In re-entry, Danielle comes to find out the first year of treatment, titled "The Boot Camp Phase" has nothing on re-entry's bizarre "palace of panic!" She is recklessly plucked and thrown into the Queens, New York program, where she impulsively--and, desperately--commits to only graduating and leaving the program, after she finishes school, and seeks employment. The community is there to help addicts put the finishing touches on their "new, sober lives," or so they say...
With a facility that closer resembles a homeless shelter or mental ward, this is one girl's journey towards a healthy recovery, despite all circumstances against her, interlaced with tales of the corruption ignored in New York City government-operated-and-funded drug recovery system(s), and the wounded, vacant, nomadic broken souls, who are dumped in these places, and often forgotten about.
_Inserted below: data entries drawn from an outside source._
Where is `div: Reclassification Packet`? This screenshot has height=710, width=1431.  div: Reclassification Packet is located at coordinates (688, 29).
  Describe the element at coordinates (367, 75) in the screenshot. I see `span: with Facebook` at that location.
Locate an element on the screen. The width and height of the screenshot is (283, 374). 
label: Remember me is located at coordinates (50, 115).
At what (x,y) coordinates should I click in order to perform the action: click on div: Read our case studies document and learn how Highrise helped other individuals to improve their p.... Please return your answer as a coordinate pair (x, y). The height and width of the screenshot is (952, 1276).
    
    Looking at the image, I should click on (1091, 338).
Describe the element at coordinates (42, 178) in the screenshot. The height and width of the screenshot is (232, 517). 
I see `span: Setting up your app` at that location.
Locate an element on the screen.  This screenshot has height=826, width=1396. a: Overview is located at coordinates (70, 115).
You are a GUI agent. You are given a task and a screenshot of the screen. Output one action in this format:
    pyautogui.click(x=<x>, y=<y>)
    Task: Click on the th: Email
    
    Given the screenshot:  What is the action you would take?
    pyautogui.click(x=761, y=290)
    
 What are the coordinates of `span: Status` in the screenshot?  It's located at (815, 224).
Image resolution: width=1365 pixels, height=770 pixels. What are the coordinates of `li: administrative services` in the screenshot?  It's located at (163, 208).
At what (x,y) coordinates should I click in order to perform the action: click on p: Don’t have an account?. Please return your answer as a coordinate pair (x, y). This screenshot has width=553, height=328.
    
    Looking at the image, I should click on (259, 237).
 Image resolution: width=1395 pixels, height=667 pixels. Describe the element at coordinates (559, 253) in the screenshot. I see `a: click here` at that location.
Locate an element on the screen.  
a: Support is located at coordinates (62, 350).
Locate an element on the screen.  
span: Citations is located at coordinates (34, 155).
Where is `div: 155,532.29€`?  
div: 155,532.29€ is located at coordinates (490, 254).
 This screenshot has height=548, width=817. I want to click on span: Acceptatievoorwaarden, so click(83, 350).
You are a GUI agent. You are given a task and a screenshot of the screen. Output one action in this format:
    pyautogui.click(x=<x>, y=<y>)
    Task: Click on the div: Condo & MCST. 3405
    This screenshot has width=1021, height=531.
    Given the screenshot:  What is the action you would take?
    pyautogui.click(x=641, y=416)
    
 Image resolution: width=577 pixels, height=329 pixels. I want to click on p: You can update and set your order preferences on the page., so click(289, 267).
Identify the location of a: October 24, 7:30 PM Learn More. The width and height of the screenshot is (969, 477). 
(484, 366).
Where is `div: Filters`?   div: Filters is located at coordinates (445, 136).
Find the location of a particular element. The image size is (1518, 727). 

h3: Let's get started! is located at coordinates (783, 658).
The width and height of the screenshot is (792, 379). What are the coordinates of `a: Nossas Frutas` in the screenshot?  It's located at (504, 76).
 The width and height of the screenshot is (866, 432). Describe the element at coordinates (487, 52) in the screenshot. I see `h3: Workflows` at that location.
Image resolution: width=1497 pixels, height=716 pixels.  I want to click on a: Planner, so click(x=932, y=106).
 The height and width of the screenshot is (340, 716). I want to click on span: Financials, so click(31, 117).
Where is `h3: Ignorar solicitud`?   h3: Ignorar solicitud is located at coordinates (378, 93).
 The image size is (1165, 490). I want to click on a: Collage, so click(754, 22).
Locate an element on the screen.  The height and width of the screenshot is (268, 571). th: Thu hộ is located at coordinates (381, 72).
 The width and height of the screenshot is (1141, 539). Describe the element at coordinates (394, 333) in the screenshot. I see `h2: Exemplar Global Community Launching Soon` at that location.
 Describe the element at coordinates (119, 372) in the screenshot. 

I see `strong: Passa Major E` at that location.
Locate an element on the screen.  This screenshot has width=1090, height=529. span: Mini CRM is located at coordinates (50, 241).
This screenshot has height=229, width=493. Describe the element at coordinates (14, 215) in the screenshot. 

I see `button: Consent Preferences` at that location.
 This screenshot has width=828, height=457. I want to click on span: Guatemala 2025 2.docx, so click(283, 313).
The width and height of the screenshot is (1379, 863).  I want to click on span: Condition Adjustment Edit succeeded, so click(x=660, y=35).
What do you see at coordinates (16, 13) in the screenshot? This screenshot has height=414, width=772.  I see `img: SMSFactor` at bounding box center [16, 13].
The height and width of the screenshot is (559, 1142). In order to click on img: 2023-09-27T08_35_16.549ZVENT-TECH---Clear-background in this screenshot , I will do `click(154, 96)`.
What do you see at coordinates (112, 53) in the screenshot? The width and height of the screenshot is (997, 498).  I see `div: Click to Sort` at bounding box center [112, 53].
This bold and candid story highlights in the starkest of lights, why it is so difficult for addicts to gain the recovery they seek, when they do finally decide to "put the drug down."
Especially for Danielle, as weaved throughout this tale we witness the complicated and confusing relationships formed between addicts, through desperation, loneliness, and misunderstanding.
From the beginning drama ensues, when her closest confidante and companion, Karen Frodge, is pimped out and eventually back on the needle. Another pair of comrades seduce Danielle into a dysfunctional sexual, triangular relationship, where all three are set to lose, while she finds herself jamming 7 hits of acid down her throat, stabbing herself in the leg while doped up and panic-stricken, and chronically relying on other substances to mask her addiction to heroin. We watch Danielle go from suicide worship, "neurotica," and masochistic-and-habitual self destruction, to finally--at last, a legit fight for recovery, in this "house of broken souls."
Danielle who was also dumped and discarded of by her fiancé of six years, on the day of her third eye surgery--to continue his own reckless lifestyle of sex, drugs and partying--ends up in the seat of counselor; Angel Rodriguez.
Enter more chaos.
Angel is a Latin, Brooklyn-bred counselor, 20 years her senior, and immediately, Danielle is attracted to him. But when he ends up her very own counselor, it becomes obssession for the pair, and in a place filled with corrupt staff members, and deranged and disturbed residents, he is everything Martino believes she needs during her year in Safe Haven's phase 2 building.
Older, wiser, more mature, responsible.
Their connection becomes more frightening for both, as they start to fall head over heels in love, until one day something even more terrible happens. After fighting months of adversity, Danielle is pushed to the ultimate limit when suddenly, Angel is escorted out of the building in handcuffs, and arrested for allegedly dealing in organized crime. Serving as her life raft in a circus run by madmen, Danielle can do nothing more than continue to seek her recovery, and to try to stay off heroin, as she hunts for the truth about Angel. But when she does, she finds that being in love with him could heal her, but it could also possibly destroy her...
"We find in Danielle, part child, seductress, artist, and part broken soul. A young, sometimes strong, other times vulnerable, vagabond and creative soul, who dreams to be able to live life on her own terms."
When photography student, wild child, and self-anointed "creative, nomadic Spirit," Danielle Martino finds herself curled in a ball on the cold tile floors of her filthy rank bathroom in the tiny studio she rents with her fiancé and partner-in-crime, she knows it's time to quit abusing heroin.